“There is not one man in Poland loyal to me,” replied Augustus bitterly; “this cursed war has alienated all of them.”

The Countess knew that good statecraft would have foreseen this; Poland, afraid of Sweden and jealous of its Saxon King, was fiercely resentful of a war bound to end in her subjugation either at the hands of Karl XII or at those of her own elected monarch; the remnants of the Saxon troops who had survived the battle of Riga Augustus had had to send back to Saxony to quiet the Poles, and for the same reason he had been obliged to call a Diet when he wished to raise an army.

Aurora, remembering the time and money spent on acquiring the crown of Poland, wondered if the bargain had been a good one for Augustus, who, used to being an absolute ruler in his own hereditary dominions, found himself little more than head of a Republic in Poland.

“Who are your enemies in the Diet?” she asked gently.

“Leczinski, of course, the Lubomirski, and the Sobieski—these and their followers are all secretly with the King of Sweden, and, naturally,” added Augustus, with, for him, considerable heat, “Cardinal Radziekowski is playing his own game which is not mine.”

“In brief,” said Aurora, “these Poles are seizing this moment for their own intrigues; they consider you as more dangerous than Karl, and would as willingly see you overthrown.”

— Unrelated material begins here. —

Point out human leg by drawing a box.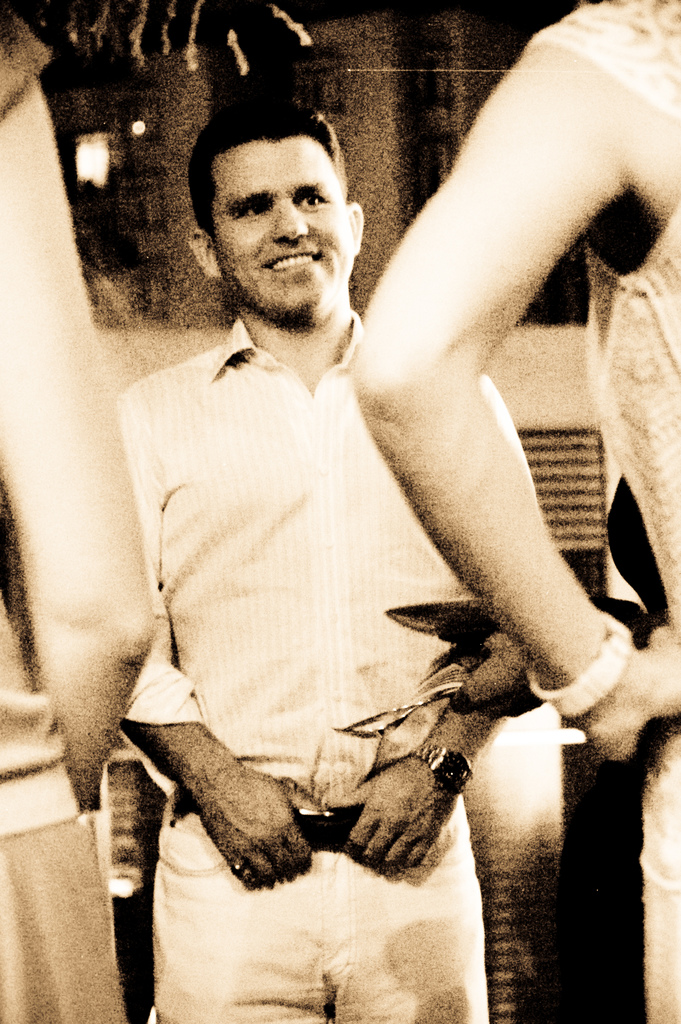
box(647, 725, 680, 1023).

This plain view of the case slightly startled Augustus, but he had to admit that it was true.

“And there is the revolt in Lithuania,” he added gloomily. “The Sapieha and the Oginski at each other’s throats—my troops in fugitive parties living on rapine because I have not the money to pay them——”

“You cannot summon the Polish nobles to raise their followers on your behalf?”

“I dare not—for it would be to risk a refusal.”